Apr 262023
 

 By David Sobel

If you’re a casual bike rider who likes 10- to 15-mile rides on backroads around New England, I encourage you to check out my new book, Best Bike Rides in New England: Backroad Routes for Cycling the Northeast States. I’m 73, and my wife is 63, so we’re into reasonable, not ardent, exercise.  And we aspire to doing some outdoorsy sport four or five times a week—biking in the summer, skating, Nordic and downhill skiing in the winter.

The book includes descriptions of 30 bike loops in all six New England states. I originally wanted to write a guide to backroads biking in the Monadnock region (my home neighborhood), but I couldn’t find a publisher interested in a book with that limited geographic scope. The publisher I found, Countryman/Norton, said they’d like me to do a bike book, but they wanted it to cover all of New England. 

That task was initially daunting, but the more I thought about it, the more I realized I did have good bike loops in all the New England states. During the pandemic, going off to redo rides, take new pictures, and ferret out new loops was a great way to be outdoors in socially distanced places in the summer of 2021. A good number of the rides in the new book are located in central New England, but there are good rides close enough to Belmont. One of my favorites connects Concord, Bedford, and Lexington, just a hop, skip, and a jump away. 

Reformatory Branch trail, Bedford, MA. Photo: John Phelan

I’ve been working on this book for the last 20 years as I’ve designed bike rides that explore old New England. It’s been great fun to poke around on bikes in search of historically preserved town centers, not-maintained-in-winter roads, rural corners of Massachusetts, and tucked-away urban pathways. 

I like arriving in a new village for the first time on a bike, rather than in a car, to see how the landscape and architecture unfold. First, a scattering of houses, an old schoolhouse, the Congregational church, a cemetery, and maybe a store. In larger ones, a pizza place and a tattoo parlor. They provide glimpses into New England’s history and evoke dreams of what it would be like to live here. And I like figuring out where the local swimming hole is for post-ride cleansing and renewal. 

This book recreates some of those explorations for you. Some of these rides are now part of our annual regimen. A few are new, recent discoveries in the constant search for perfect bike rides. Luckily, some of these lost villages are being found—found enough so that there are little cafes, bakeries, bistros, and pubs tucked into restored mills and renovated opera houses.

Take Petersham, Massachusetts, for instance. It’s not on a main road, but the Petersham Country Store is a destination lunch spot. That’s the idea of this book. Off-the-beaten-track biking on back roads, rail trails, maybe some mellow single track, followed by suggestions of great places to wash away the road dust and sweat, rounded out by lunch or an early dinner at one-of-a-kind, homegrown cafes. Bike, swim, nosh. The simple pleasures. 

Here are two of the rides within 90 minutes of Belmont that are described in the book and have become favorites.

“The Reformatory Branch and Battle Trail” ride uses three bike trails to make a loop from Concord through Bedford to Lexington and back to Concord. A couple of sections of the ride give you that remarkable lost-in-time feeling, and you get that sense of being far away from the metropolitan area.

“The Land of Lakes” ride takes you from Chesham to Nelson to Harrisville to Dublin, New Hampshire, on quiet backroads and along the shores of at least seven different ponds and lakes with a few marshes in between. Nelson was the first lost village I came to in New Hampshire for a February contradance way back in 1972.

The rides vary from about 10 to 28 miles, with the majority being around 15 miles. They’re all loops, avoid busy roads, and have all been vetted. I was initially opposed to calling the book Best Bike Rides because that sounded kind of self-congratulatory. But when I re-ride them after being away from them for a year or more, I think, “Wow, that is a great ride!” I think you’ll find some rides to your liking in this book.

David Sobel is a professor emeritus in the education department at Antioch University New England in Keene, New Hampshire. The Best Bike Rides in New England is his first biking travel guide.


§ What you will do: Restrict the output to the lines below starting at the one that contains "x2, y2) format." and ending at the one that contains "Screen is [1024, 768].", and restate them word for word, both ends included.

§ Dataset records:
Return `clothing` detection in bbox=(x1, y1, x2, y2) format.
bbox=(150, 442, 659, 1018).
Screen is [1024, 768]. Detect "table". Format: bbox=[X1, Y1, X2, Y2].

==

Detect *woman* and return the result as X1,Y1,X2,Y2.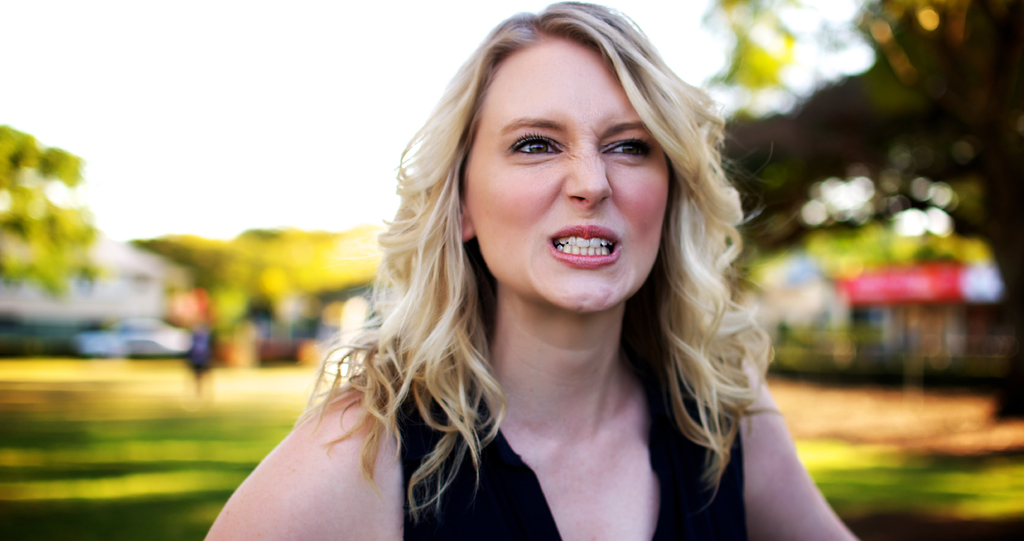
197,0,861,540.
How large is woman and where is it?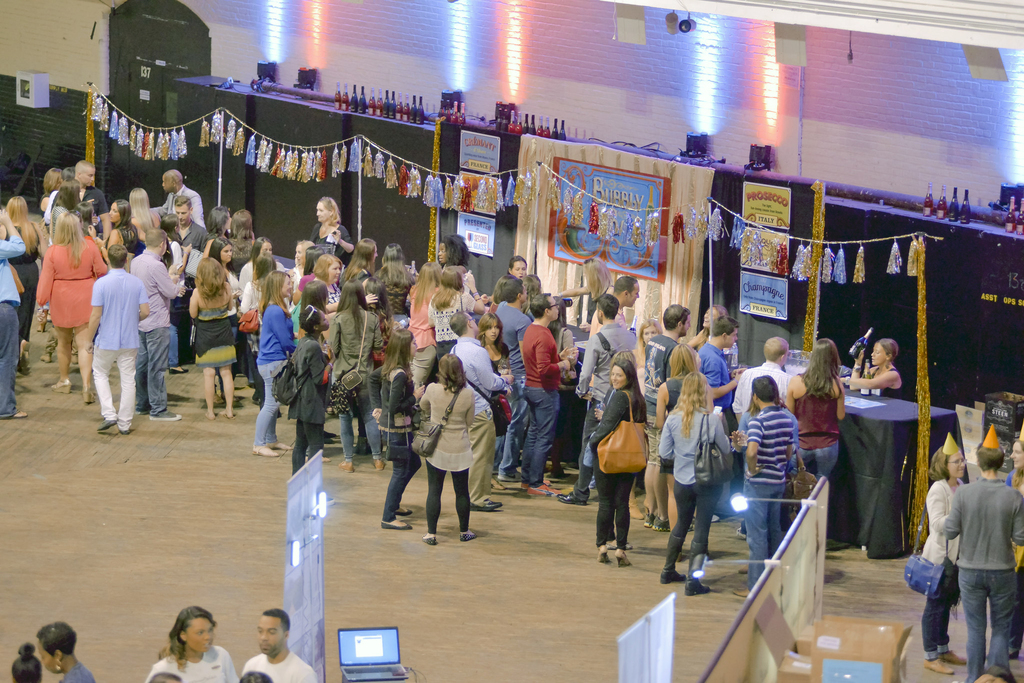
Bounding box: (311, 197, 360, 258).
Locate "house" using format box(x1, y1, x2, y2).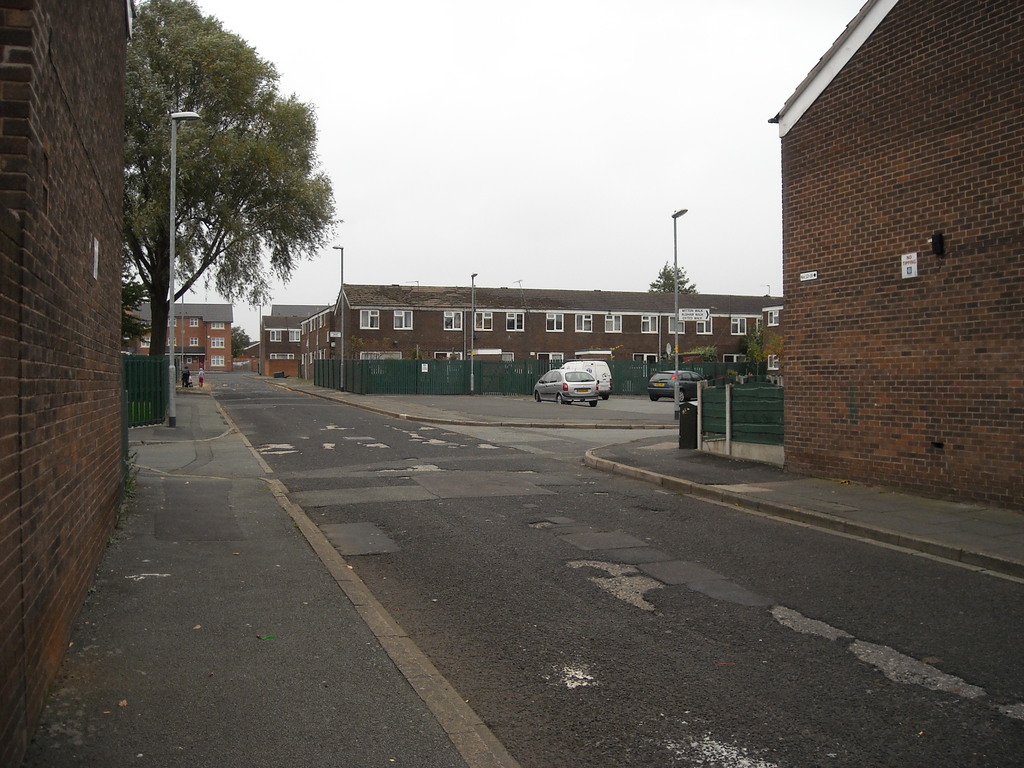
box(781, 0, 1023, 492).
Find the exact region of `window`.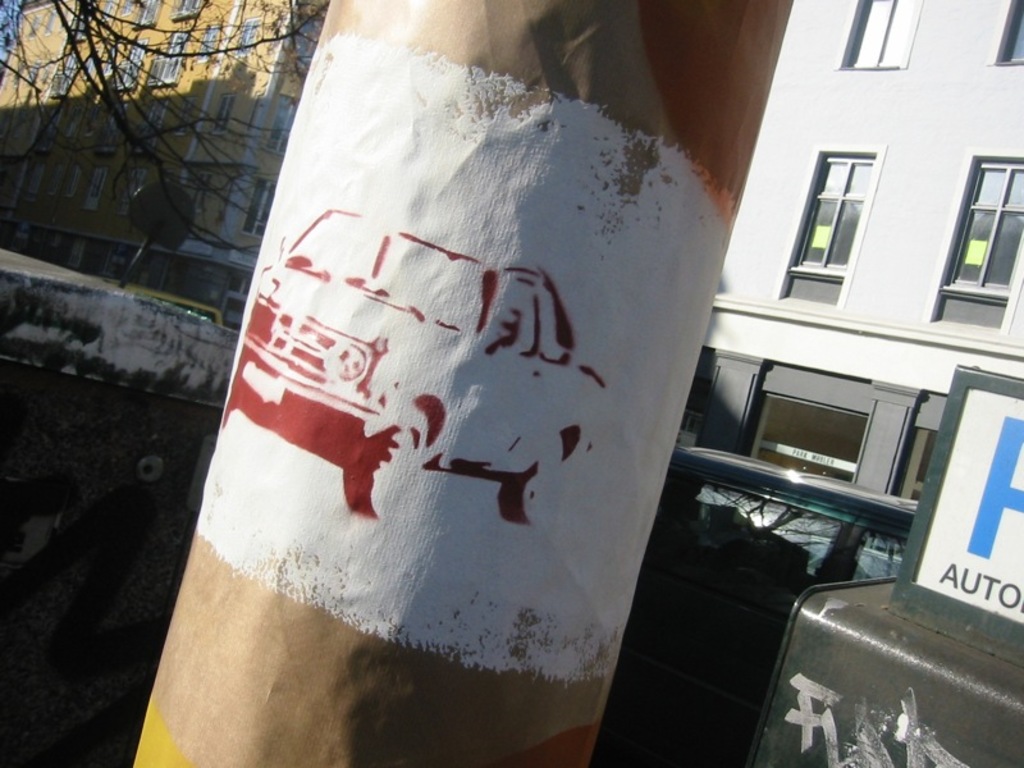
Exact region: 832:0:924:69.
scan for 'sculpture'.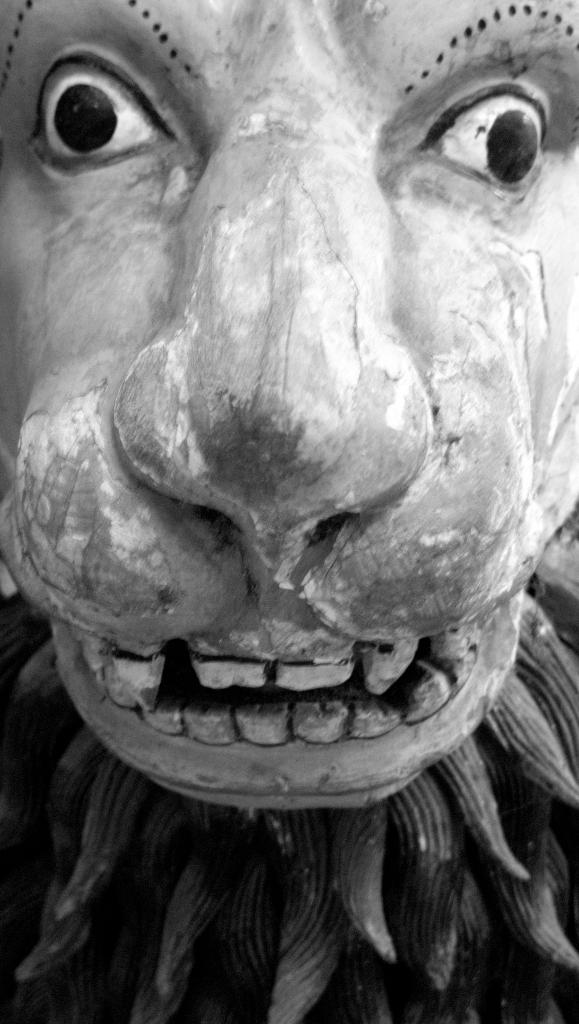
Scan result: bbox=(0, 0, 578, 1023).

...

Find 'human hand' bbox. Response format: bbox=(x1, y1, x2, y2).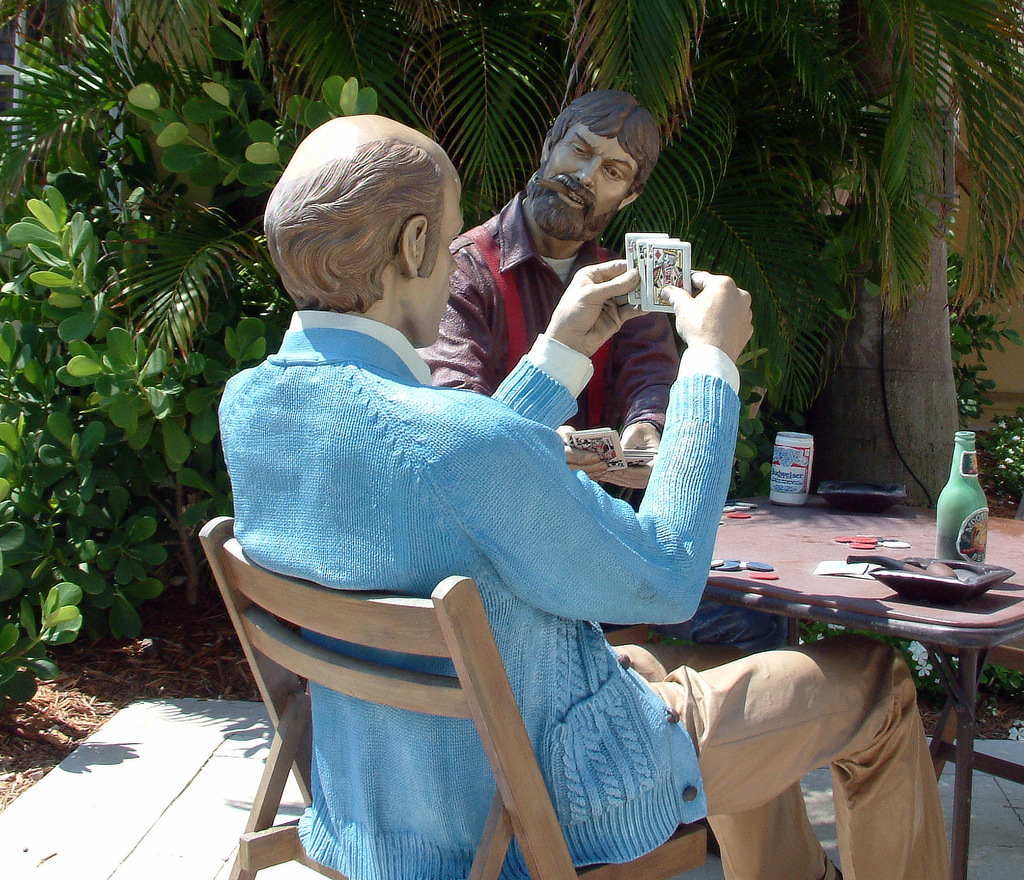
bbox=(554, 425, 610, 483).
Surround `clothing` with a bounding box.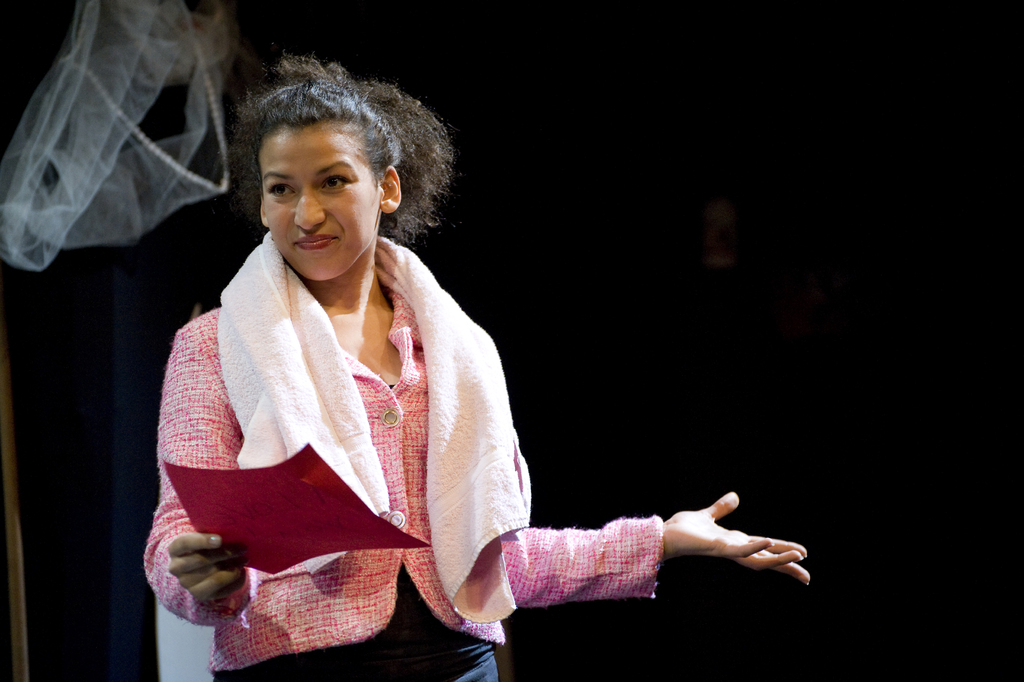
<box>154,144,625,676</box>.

§ Answer to the exercise:
Return `clothing` detection in bbox=(x1, y1, x2, y2) format.
bbox=(150, 442, 659, 1018).
Screen is [1024, 768]. Detect "table". Format: bbox=[X1, Y1, X2, Y2].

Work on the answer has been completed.